How exposing a workflow works

A workflow surfaces to a customer through their config: the same object that holds their config field values also lists every workflow available to them and whether each is enabled. You read that list, render it, and write back the customer’s choices.
1

Publish the workflow on the platform

Build and publish the workflow for the connector. Published workflows appear in the customer’s config; unpublished ones do not.
2

Read the customer's config

Fetch the config for the linked account. The response includes a workflows array, each with an id, name, enabled flag, and any workflow-level config fields.
3

Let the customer enable and configure it

Render the workflow with a toggle and its fields, then save the customer’s choices back to the config.
4

Trigger the workflow

Once enabled, the workflow runs from its trigger: a connected-app event, a schedule, or an event your backend fires for the linked account.

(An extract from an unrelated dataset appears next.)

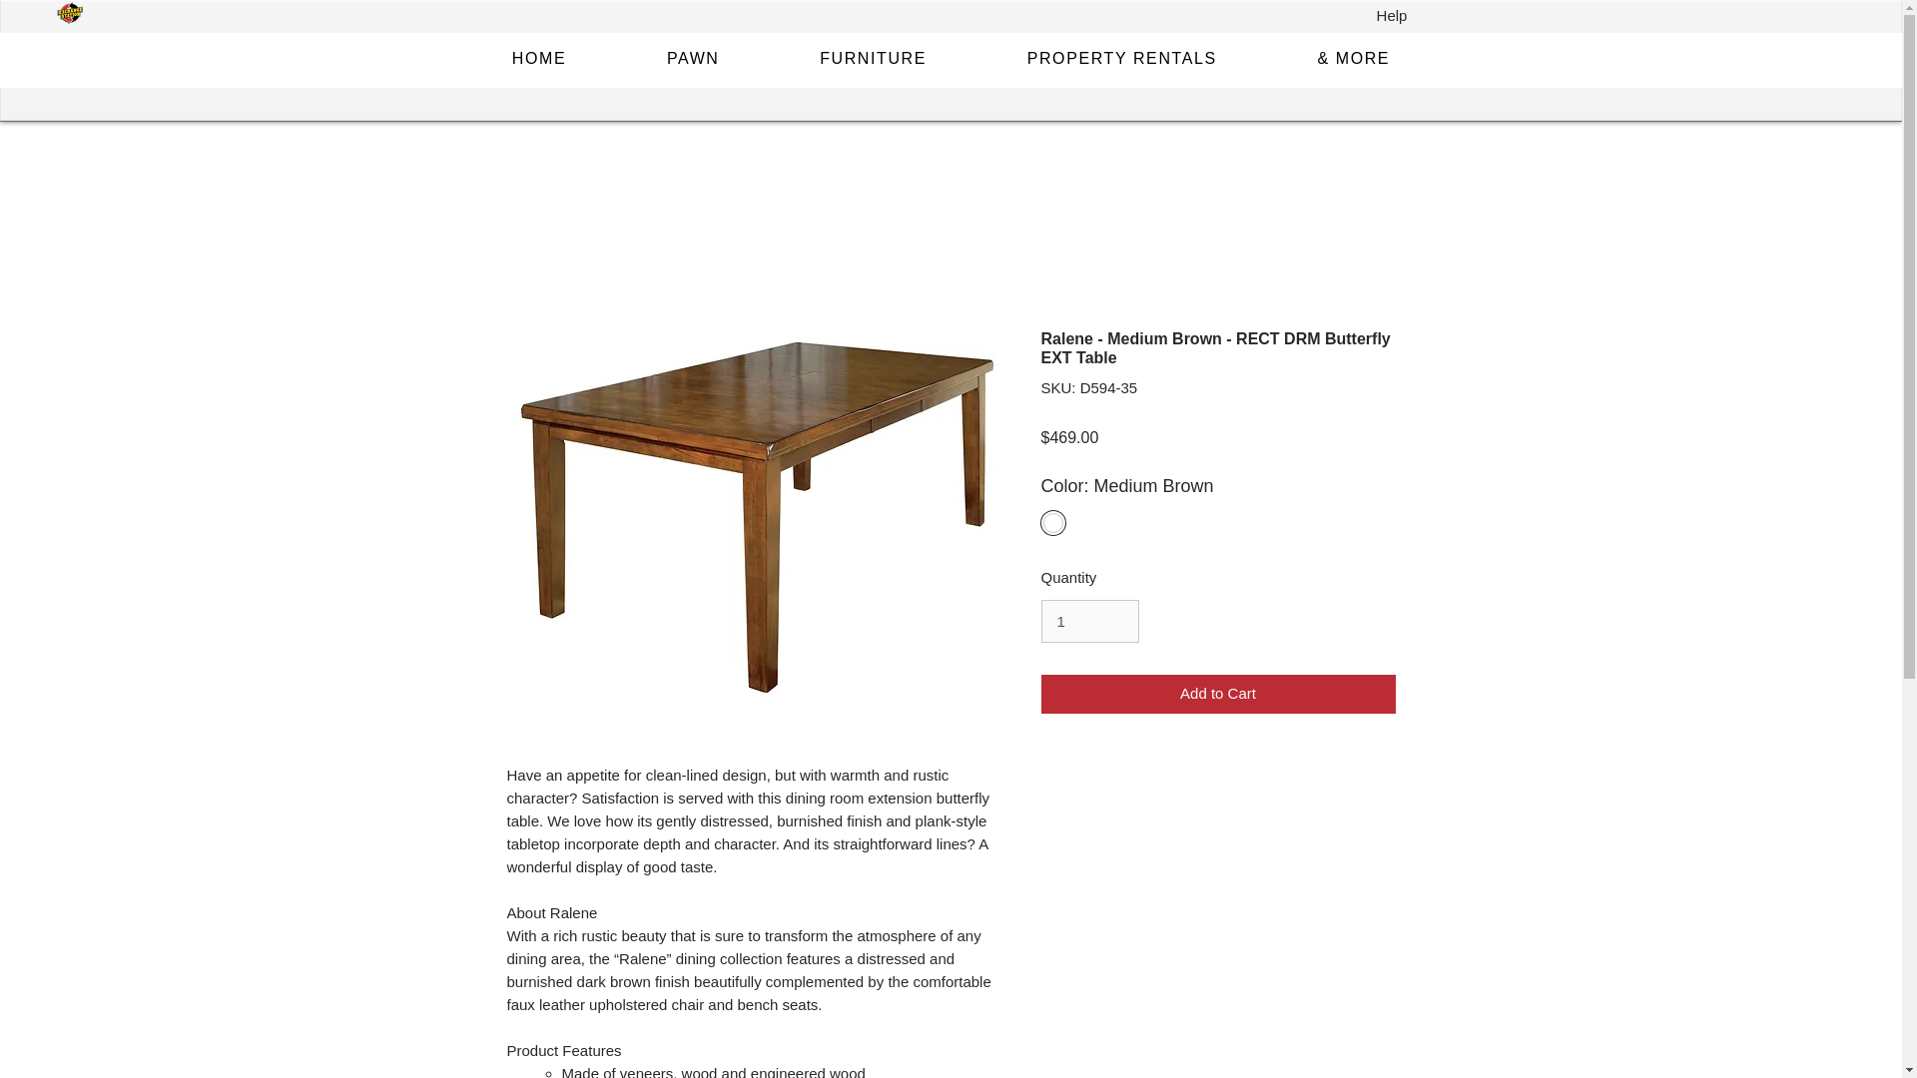 The width and height of the screenshot is (1917, 1078). What do you see at coordinates (538, 59) in the screenshot?
I see `HOME` at bounding box center [538, 59].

Surface workflows in your UI

You have two ways to expose workflows, matching the two frontend flows. Both read and write the same config, so pick by how much UI you want to own.
ApproachWhat you buildBest when
Prebuilt componentDrop in the React SDK <Config> componentYou want toggles and fields rendered for you
Your own UIRead the config, render workflows yourself, save with the SDKYou need a fully custom settings experience

With the React SDK component

The React SDK <Config> component renders connection status, config fields, and a toggle for each available workflow. The customer enables a workflow and fills its fields inside the component, and the SDK saves the result. You write no toggle logic.
import { Provider, Config } from "@cobaltio/react-cobalt-js";

function Integrations({ sessionToken }) {
  return (
    <Provider sessionToken={sessionToken}>
      <Config slug="hubspot" />
    </Provider>
  );
}
See the React SDK flow for setup, and the React SDK reference for every prop.

With your own UI

To render workflows yourself, read the config, then write the customer’s choices back. The config response lists each available workflow with its id, name, enabled state, and fields.
1

Read the available workflows

Call config() for the linked account. The workflows array tells you what to render.
SDK
const config = await cobalt.config({ slug: "hubspot" });
// config.workflows -> [{ id, name, enabled, fields: [...] }, ...]
2

Save the customer's choices

Use updateConfig() to enable a workflow and set its workflow-level fields. Reference each field by the id from the config response.
SDK
await cobalt.updateConfig({
  slug: "hubspot",
  workflows: [
    {
      id: "64d1fac58716dc5065127ffe", // workflow id from the config response
      enabled: true,
      fields: {
        "64da0b57c9ae95561bb0a24f": "C044U7Q074J" // field id -> chosen value
      }
    }
  ]
});
The same config() and updateConfig() methods set application-level config field values and enable workflows in one place. For the full request and response shape, see Config fields.

Trigger an exposed workflow

Enabling a workflow does not run it. Once it is enabled for a linked account, it runs from its trigger, which is set when the workflow is built:
  • A connected-app event, such as a new contact created in the customer’s connected app.
  • A schedule, which runs the workflow at a set interval.
  • An event your backend fires for the linked account, when your product should kick off the workflow.
The trigger type is part of the workflow definition on the platform, not a Native setting. Choose it when you build the workflow. To fire an event trigger from your backend, send the event for the linked account with the Trigger event API; see Events.

Best practices

  • Publish before you expose. Only published workflows appear in a customer’s config.
  • Show only what applies. Render the workflows array from the customer’s config rather than a static list, so each customer sees what is available to their connection.
  • Collect a workflow’s fields when they enable it, not before. Workflow-level config fields belong to the workflow.
  • Name workflows for the customer. The name in the config is what they see.